Selective Rab11 transport and the intrinsic regenerative ability of CNS axons
Abstract
Neurons lose intrinsic axon regenerative ability with maturation, but the mechanism remains unclear. Using an in-vitro laser axotomy model, we show a progressive decline in the ability of cut CNS axons to form a new growth cone and then elongate. Failure of regeneration was associated with increased retraction after axotomy. Transportation into axons becomes selective with maturation; we hypothesized that selective exclusion of molecules needed for growth may contribute to regeneration decline. With neuronal maturity Rab11 vesicles (which carry many molecules involved in axon growth) became selectively targeted to the somatodendritic compartment and excluded from axons. Their transport changed from bidirectional to retrograde. However, on overexpression Rab11 was mistrafficked into proximal axons, and these axons showed less retraction and enhanced regeneration after axotomy. These results suggest that the decline of intrinsic axon regenerative ability is associated with selective exclusion of key molecules, and that manipulation of transport can enhance regeneration.
Data availability
-
Maturation of cortical neuronsPublicly available at NCBI Gene Expression Omnibus (accession no: GSE92856).
Article and author information
Author details
Funding
Medical Research Council (G1000864)
- James Fawcett
Christopher and Dana Reeve Foundation (International Consortium)
- James Fawcett
European Research Council (ECMneuro)
- James Fawcett
GlaxoSmithKline International Scholarship
- Hiroaki Koseki
Honjo International Scholarship Foundation
- Hiroaki Koseki
Bristol Myers Squibb Graduate Studentship
- Hiroaki Koseki
National Institute of Health Research (Cambridge Biomedical Research Centre)
- James Fawcett
Czech ministry of education (CZ.02.1.01/0.0./0.0/15_003/0000419)
- Jessica CF Kwok
- James Fawcett
The funders had no role in study design, data collection and interpretation, or the decision to submit the work for publication.
Reviewing Editor
- K VijayRaghavan, National Centre for Biological Sciences, Tata Institute of Fundamental Research, India
Version history
- Received: March 18, 2017
- Accepted: August 7, 2017
- Accepted Manuscript published: August 8, 2017 (version 1)
- Accepted Manuscript updated: August 10, 2017 (version 2)
- Accepted Manuscript updated: August 30, 2017 (version 3)
- Version of Record published: September 22, 2017 (version 4)
Copyright
© 2017, Koseki et al.
This article is distributed under the terms of the Creative Commons Attribution License permitting unrestricted use and redistribution provided that the original author and source are credited.
Metrics
-
- 3,562
- views
-
- 626
- downloads
-
- 57
- citations
Views, downloads and citations are aggregated across all versions of this paper published by eLife.
Download links
Downloads (link to download the article as PDF)
Open citations (links to open the citations from this article in various online reference manager services)
Cite this article (links to download the citations from this article in formats compatible with various reference manager tools)
Further reading
-
- Genetics and Genomics
- Neuroscience
Single-cell RNA sequencing reveals the extent to which marmosets carry genetically distinct cells from their siblings.
-
- Neuroscience
We are unresponsive during slow-wave sleep but continue monitoring external events for survival. Our brain wakens us when danger is imminent. If events are non-threatening, our brain might store them for later consideration to improve decision-making. To test this hypothesis, we examined whether novel vocabulary consisting of simultaneously played pseudowords and translation words are encoded/stored during sleep, and which neural-electrical events facilitate encoding/storage. An algorithm for brain-state-dependent stimulation selectively targeted word pairs to slow-wave peaks or troughs. Retrieval tests were given 12 and 36 hr later. These tests required decisions regarding the semantic category of previously sleep-played pseudowords. The sleep-played vocabulary influenced awake decision-making 36 hr later, if targeted to troughs. The words’ linguistic processing raised neural complexity. The words’ semantic-associative encoding was supported by increased theta power during the ensuing peak. Fast-spindle power ramped up during a second peak likely aiding consolidation. Hence, new vocabulary played during slow-wave sleep was stored and influenced decision-making days later.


TASK DIRECTIONS - Would you find each line in the entries below with the string "Back" and copy it?

PROVIDED INFORMATION -
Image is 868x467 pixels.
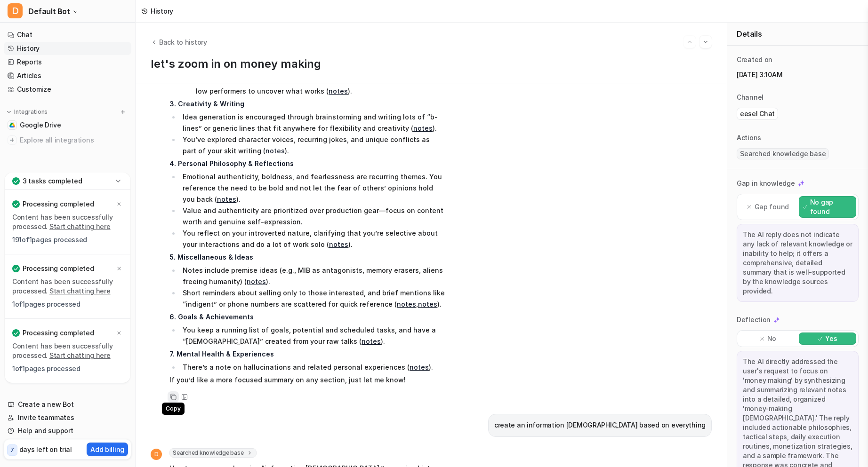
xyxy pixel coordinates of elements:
a: Invite teammates [4,411,132,424]
p: 3 tasks completed [23,177,82,186]
a: Start chatting here [49,223,110,231]
li: Short reminders about selling only to those interested, and brief mentions like “indigent” or pho... [179,288,445,310]
p: Content has been successfully processed. [12,342,123,361]
p: days left on trial [20,445,72,454]
p: Integrations [14,108,48,116]
span: Searched knowledge base [736,148,829,159]
p: Add billing [90,445,124,454]
button: Go to previous session [683,36,696,48]
a: Start chatting here [49,351,110,359]
li: There’s a note on hallucinations and related personal experiences ( ). [179,362,445,373]
p: [DATE] 3:10AM [736,70,858,79]
button: Integrations [4,108,50,117]
p: 7 [10,446,14,454]
a: History [4,42,132,55]
a: notes [410,363,429,371]
p: Processing completed [23,328,94,338]
span: D [150,449,162,460]
li: Study and analyze the success trails of top creators, comparing high and low performers to uncove... [193,74,445,97]
p: Content has been successfully processed. [12,277,123,296]
div: Details [727,23,868,46]
p: Gap in knowledge [736,179,795,188]
span: Copy [162,403,184,415]
a: Help and support [4,424,132,438]
strong: 6. Goals & Achievements [169,313,254,321]
p: Content has been successfully processed. [12,213,123,232]
p: Deflection [736,316,771,325]
p: No gap found [810,198,852,217]
img: Google Drive [9,123,15,128]
button: Go to next session [699,36,712,48]
button: Back to history [150,37,207,47]
a: notes [361,337,381,345]
a: Google DriveGoogle Drive [4,118,132,132]
img: expand menu [6,109,12,116]
p: If you’d like a more focused summary on any section, just let me know! [169,374,445,386]
div: History [150,6,173,16]
span: Back to history [159,37,207,47]
span: Default Bot [28,5,70,18]
div: The AI reply does not indicate any lack of relevant knowledge or inability to help; it offers a c... [736,224,858,302]
a: notes [217,196,236,204]
strong: 3. Creativity & Writing [169,100,244,108]
span: Google Drive [20,121,61,130]
a: notes [329,87,347,95]
a: Articles [4,69,132,82]
a: notes [246,278,266,286]
a: Reports [4,55,132,68]
span: Searched knowledge base [169,448,257,458]
li: Idea generation is encouraged through brainstorming and writing lots of “b-lines” or generic line... [179,112,445,135]
li: Notes include premise ideas (e.g., MIB as antagonists, memory erasers, aliens freeing humanity) ( ). [179,265,445,288]
img: Next session [702,38,709,47]
li: You’ve explored character voices, recurring jokes, and unique conflicts as part of your skit writ... [179,135,445,156]
a: notes [329,240,348,248]
strong: 7. Mental Health & Experiences [169,350,274,358]
p: create an information [DEMOGRAPHIC_DATA] based on everything [494,420,706,431]
strong: 5. Miscellaneous & Ideas [169,253,253,261]
a: notes [397,300,416,308]
p: Channel [736,93,763,102]
p: eesel Chat [740,109,775,118]
img: explore all integrations [7,136,17,145]
a: Explore all integrations [4,134,132,147]
p: Created on [736,55,773,64]
p: No [767,334,776,343]
p: Actions [736,133,761,142]
li: You reflect on your introverted nature, clarifying that you’re selective about your interactions ... [179,228,445,250]
a: notes [265,147,285,155]
span: Explore all integrations [20,133,128,147]
p: 1 of 1 pages processed [12,300,123,309]
li: Emotional authenticity, boldness, and fearlessness are recurring themes. You reference the need t... [179,171,445,205]
p: Processing completed [23,264,94,273]
p: Gap found [755,202,789,212]
img: Previous session [686,38,693,47]
p: Yes [825,334,837,343]
a: Customize [4,83,132,96]
span: D [7,3,23,18]
p: 191 of 1 pages processed [12,235,123,244]
a: notes [418,300,437,308]
a: notes [414,124,433,132]
a: Create a new Bot [4,398,132,411]
button: Add billing [86,443,128,456]
li: You keep a running list of goals, potential and scheduled tasks, and have a “[DEMOGRAPHIC_DATA]” ... [179,325,445,347]
li: Value and authenticity are prioritized over production gear—focus on content worth and genuine se... [179,205,445,228]
a: Start chatting here [49,287,110,295]
p: Processing completed [23,200,94,209]
a: Chat [4,28,132,41]
p: let's zoom in on money making [150,57,712,70]
strong: 4. Personal Philosophy & Reflections [169,159,294,167]
p: 1 of 1 pages processed [12,364,123,374]
img: menu_add.svg [120,109,127,116]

EXERCISE SOLUTION -
button: Back to history [150,37,207,47]
span: Back to history [159,37,207,47]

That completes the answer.